TimeShift

If you’ve played any shooter within the past two decades, TimeShift won’t impress you. In fact it’s the quintessential science fiction action game, choke full of cliches. So you’ve got your Halo power suit, your Half-Life 2 dystopian city, your resistance movement within said city, campy dialogue, forgettable characters, silly and impractical-looking futuristic guns and the unavoidable bullet time ability to make combat more interesting.

11_1_1None of it is particularly terrible as a whole, but it’s all been done to death, and that’s the feeling you get after leaving the game – it’s too damn generic. You play a physicist working on a special suit that lets you jump through time. But the evil professor Aiden Krone (yawn) steals the suit and jumps through the space-time continuum, creating an alternate 1930s where he’s literally Hitler in command of an army of sci-fi Ãœbermensch out for world domination. The levels you must traverse in order to stop Krone range from mediocre to blah.

You’ll often find yourself navigating stark corridors looking for buttons or levers that open passages, although to a certain degree, that’s balanced with more open and expansive areas.The action takes place in remarkably grey and forgettable urban landscapes: streets, warehouses, factories, sewers, construction sites. We’ve seen these areas in gaming thousands of times, but several sparse moments of originality do place you in more exciting situations like flying in a really massive zeppelin.

While slowing down action using “bullet-time†has become commonplace in first-person shooters, here, the time dynamic is much more fully exploited. If you slow down time, you can easily mow down distant enemies with sniper fire or readily escape from a tight situation. Stopping time allows you to snatch weapons from your foes and then watch their fright and confusion when time starts up again, place grenades in the pockets of your enemies, shoot your adversaries with volatile arrows and then watch their explosive demise. You can also reverse time when you make dumb decisions, much like you would in Sands of Time.

16_1_1The environmental puzzles you encounter pale in comparison to the combat. You might need to rewind time after moving a platform into place so you can get onto it, slow down time so as to press buttons in quick succession or stop time so as to get through a door before it unceremoniously shuts in your face. For example, after you locate the entrance to a subway, you must figure out how to get across electrified water; and when facing Krone in his murderous robot spider, you have to figure out how to avoid incoming missiles. None of these puzzles will short-circuit your brain.

The few areas where TimeShift does manage to inject a little bit of originality simply pales when you appreciate the bigger picture. That picture, alas, is cropped from a few dozen other action games. We can explore dystopian hellholes in Half-Life 2 if we wanted to. We can shoot bad buys in spectacular slowmo combat throughout FEAR. Or rewind time to reverse bad decisions in Prince of Persia. In effect, when a game is this blatantly generic, you can’t help but feel a bit jaded.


__Exercise details__. Search the entries below for "century". Report each line where it occurs.

━━━━━ Exercise materials ━━━━━

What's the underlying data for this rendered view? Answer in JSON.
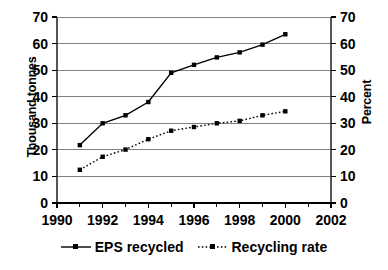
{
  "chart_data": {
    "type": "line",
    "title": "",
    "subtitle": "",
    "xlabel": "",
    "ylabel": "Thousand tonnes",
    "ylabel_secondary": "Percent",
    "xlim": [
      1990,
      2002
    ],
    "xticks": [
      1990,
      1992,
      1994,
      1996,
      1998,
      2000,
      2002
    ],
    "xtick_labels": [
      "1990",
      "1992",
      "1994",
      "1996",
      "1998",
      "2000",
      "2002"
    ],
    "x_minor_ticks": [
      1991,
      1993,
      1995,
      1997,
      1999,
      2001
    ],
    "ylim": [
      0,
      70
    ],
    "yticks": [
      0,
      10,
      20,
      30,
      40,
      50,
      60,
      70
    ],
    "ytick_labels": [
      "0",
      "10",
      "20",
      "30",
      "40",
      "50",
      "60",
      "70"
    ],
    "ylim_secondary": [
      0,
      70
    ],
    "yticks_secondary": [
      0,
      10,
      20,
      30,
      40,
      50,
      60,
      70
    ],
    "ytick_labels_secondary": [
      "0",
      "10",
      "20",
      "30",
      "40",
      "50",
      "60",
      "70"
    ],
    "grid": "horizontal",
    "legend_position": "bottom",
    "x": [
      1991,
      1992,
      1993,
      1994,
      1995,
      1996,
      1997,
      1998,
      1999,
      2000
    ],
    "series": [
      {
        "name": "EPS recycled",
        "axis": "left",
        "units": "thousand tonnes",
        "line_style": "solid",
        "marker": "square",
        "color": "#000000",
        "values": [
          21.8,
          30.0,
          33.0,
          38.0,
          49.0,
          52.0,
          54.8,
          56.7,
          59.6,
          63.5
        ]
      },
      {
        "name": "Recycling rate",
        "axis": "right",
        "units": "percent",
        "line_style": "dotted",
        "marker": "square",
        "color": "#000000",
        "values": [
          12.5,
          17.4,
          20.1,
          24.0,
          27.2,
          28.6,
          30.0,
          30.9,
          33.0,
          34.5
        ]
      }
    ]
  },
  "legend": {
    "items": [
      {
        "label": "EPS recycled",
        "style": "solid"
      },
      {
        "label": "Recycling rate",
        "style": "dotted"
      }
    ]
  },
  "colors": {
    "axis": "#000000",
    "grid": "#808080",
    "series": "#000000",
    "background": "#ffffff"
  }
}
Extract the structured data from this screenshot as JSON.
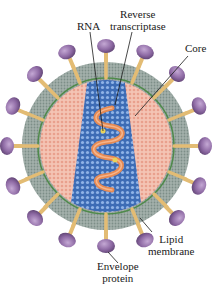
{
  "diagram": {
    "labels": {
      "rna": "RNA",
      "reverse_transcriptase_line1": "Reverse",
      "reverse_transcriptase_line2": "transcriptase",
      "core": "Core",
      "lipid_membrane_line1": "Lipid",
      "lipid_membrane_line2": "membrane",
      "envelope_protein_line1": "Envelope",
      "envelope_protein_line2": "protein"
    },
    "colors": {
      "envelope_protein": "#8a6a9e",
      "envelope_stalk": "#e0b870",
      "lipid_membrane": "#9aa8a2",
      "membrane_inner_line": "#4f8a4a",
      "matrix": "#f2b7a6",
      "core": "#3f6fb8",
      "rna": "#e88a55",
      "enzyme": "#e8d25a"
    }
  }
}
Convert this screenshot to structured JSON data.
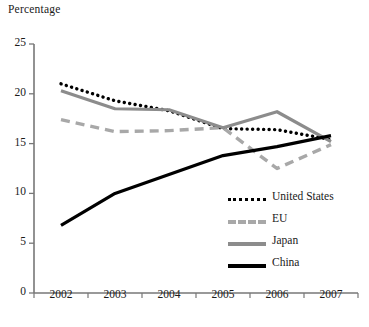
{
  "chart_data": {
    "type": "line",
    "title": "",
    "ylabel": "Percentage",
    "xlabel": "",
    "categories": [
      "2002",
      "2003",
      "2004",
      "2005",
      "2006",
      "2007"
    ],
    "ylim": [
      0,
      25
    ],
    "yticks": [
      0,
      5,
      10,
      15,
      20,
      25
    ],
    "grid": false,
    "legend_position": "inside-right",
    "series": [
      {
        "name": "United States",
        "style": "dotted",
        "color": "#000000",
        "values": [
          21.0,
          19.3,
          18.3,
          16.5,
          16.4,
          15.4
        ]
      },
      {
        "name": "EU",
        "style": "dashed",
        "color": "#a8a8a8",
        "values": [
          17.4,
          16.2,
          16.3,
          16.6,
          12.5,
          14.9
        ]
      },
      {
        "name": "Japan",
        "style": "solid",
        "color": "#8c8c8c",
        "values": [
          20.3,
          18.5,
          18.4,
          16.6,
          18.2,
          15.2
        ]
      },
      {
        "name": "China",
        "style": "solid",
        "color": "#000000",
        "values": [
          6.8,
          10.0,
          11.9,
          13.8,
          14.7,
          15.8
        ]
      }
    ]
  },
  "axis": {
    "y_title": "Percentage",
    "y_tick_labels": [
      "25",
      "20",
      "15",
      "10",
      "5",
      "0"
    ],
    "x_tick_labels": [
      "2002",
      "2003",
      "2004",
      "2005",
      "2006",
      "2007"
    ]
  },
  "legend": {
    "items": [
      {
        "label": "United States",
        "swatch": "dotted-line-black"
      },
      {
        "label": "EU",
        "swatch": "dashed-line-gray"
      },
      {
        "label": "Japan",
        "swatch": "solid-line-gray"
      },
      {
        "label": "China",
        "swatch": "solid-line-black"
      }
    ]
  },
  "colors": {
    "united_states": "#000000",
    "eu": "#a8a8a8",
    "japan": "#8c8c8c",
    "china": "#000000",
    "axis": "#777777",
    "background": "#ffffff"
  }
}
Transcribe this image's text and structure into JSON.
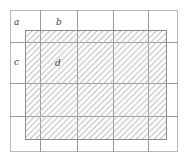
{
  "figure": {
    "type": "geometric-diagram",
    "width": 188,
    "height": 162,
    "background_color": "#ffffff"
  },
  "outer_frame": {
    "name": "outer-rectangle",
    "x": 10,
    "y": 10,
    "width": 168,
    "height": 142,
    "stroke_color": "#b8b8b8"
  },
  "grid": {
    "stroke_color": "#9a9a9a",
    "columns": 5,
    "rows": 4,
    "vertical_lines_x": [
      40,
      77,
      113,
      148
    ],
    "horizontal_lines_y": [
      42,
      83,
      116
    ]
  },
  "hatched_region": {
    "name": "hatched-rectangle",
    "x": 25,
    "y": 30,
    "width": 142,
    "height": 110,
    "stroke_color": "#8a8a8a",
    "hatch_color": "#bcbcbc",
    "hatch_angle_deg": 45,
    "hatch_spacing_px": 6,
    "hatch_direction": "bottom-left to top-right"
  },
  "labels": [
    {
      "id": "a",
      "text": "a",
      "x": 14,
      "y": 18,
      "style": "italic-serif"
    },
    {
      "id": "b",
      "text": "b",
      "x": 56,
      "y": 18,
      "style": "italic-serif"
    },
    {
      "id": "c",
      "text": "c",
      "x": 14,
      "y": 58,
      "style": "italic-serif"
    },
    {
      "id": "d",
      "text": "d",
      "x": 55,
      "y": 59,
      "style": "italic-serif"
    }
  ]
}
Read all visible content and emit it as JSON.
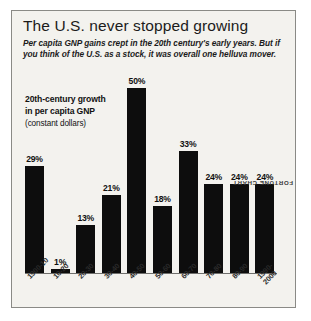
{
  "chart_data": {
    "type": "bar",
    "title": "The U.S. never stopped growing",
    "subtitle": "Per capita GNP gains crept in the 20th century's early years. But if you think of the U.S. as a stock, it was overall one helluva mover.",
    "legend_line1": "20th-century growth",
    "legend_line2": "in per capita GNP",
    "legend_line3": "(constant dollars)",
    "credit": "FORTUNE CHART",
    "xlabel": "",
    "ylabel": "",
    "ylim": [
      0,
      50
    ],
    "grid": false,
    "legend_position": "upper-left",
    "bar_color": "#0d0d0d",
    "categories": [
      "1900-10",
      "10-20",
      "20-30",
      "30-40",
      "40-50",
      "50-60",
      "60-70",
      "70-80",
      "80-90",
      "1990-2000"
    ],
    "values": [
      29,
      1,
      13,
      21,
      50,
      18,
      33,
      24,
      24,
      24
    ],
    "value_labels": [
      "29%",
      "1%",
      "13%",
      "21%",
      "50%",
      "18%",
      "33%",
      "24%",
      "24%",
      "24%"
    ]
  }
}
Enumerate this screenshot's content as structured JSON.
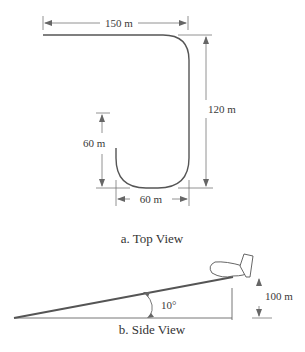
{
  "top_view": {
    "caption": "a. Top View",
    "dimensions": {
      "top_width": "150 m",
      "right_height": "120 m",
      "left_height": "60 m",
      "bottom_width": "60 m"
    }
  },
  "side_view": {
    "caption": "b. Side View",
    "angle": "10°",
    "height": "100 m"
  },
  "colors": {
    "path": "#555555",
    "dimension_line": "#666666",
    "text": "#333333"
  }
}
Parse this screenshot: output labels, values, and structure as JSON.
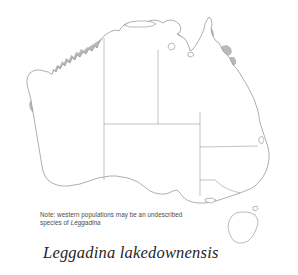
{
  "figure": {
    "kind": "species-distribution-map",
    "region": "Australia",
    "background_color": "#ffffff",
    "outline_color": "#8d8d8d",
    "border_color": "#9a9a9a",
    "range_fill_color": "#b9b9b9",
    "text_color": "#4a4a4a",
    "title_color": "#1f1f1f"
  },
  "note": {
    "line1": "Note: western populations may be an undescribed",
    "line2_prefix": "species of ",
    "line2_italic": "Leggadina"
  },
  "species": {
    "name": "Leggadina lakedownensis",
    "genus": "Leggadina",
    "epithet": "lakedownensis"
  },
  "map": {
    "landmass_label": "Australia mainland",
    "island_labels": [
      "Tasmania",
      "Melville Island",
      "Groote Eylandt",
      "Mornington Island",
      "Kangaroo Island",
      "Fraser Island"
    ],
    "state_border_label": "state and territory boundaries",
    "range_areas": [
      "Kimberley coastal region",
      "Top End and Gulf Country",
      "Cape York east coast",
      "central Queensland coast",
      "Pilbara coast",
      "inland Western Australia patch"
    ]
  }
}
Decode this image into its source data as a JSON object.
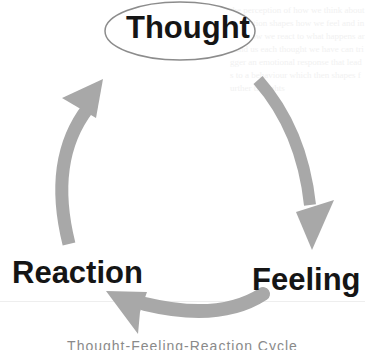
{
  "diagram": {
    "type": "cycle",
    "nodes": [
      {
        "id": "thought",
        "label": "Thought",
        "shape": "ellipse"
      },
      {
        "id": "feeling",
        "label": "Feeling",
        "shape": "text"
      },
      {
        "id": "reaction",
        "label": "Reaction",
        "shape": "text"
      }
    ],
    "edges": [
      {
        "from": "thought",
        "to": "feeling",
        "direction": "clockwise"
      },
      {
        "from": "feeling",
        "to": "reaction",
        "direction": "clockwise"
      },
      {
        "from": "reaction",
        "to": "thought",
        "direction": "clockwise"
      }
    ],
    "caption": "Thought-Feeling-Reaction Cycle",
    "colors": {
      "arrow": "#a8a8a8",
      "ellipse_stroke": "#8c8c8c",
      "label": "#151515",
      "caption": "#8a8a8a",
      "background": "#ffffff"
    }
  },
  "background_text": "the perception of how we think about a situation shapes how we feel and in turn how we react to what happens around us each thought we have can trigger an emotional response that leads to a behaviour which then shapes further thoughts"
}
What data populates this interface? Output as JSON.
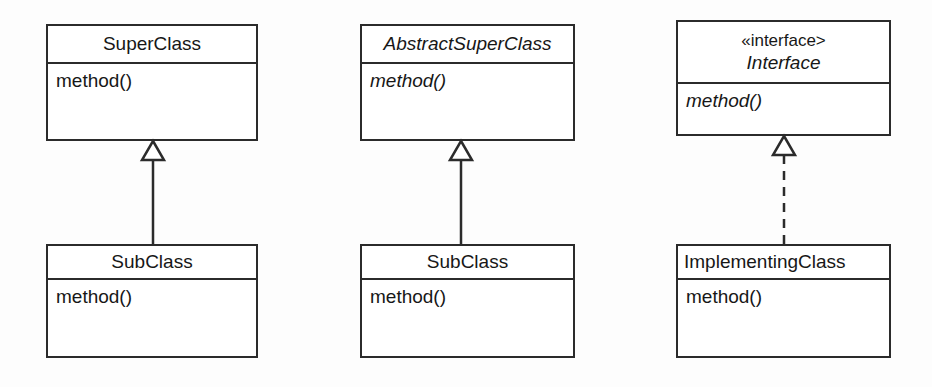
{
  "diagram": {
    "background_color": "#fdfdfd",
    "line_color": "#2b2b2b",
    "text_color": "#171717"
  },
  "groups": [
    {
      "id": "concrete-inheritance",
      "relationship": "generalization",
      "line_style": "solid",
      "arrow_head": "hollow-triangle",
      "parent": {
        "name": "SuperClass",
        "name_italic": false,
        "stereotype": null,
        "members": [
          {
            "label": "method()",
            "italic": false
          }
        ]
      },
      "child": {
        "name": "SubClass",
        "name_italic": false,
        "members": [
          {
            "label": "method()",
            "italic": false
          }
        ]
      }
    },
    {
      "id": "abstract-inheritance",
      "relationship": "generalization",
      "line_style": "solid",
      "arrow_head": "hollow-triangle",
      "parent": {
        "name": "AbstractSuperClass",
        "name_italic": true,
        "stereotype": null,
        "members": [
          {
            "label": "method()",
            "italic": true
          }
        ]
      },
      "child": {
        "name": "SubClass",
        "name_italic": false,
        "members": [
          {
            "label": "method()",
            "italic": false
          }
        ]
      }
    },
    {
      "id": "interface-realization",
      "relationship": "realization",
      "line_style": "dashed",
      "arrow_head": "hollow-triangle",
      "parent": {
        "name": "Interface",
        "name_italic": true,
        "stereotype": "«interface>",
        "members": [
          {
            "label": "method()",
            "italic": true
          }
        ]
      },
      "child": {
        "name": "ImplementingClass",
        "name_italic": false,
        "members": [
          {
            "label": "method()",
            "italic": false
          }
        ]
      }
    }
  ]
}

━━━━━

__Reply to the task__.
    "subtitle": "Per capita GNP gains crept in the 20th century's early years. But if you think of the U.S. as a stock, it was overall one helluva mover.",
    "legend_line1": "20th-century growth",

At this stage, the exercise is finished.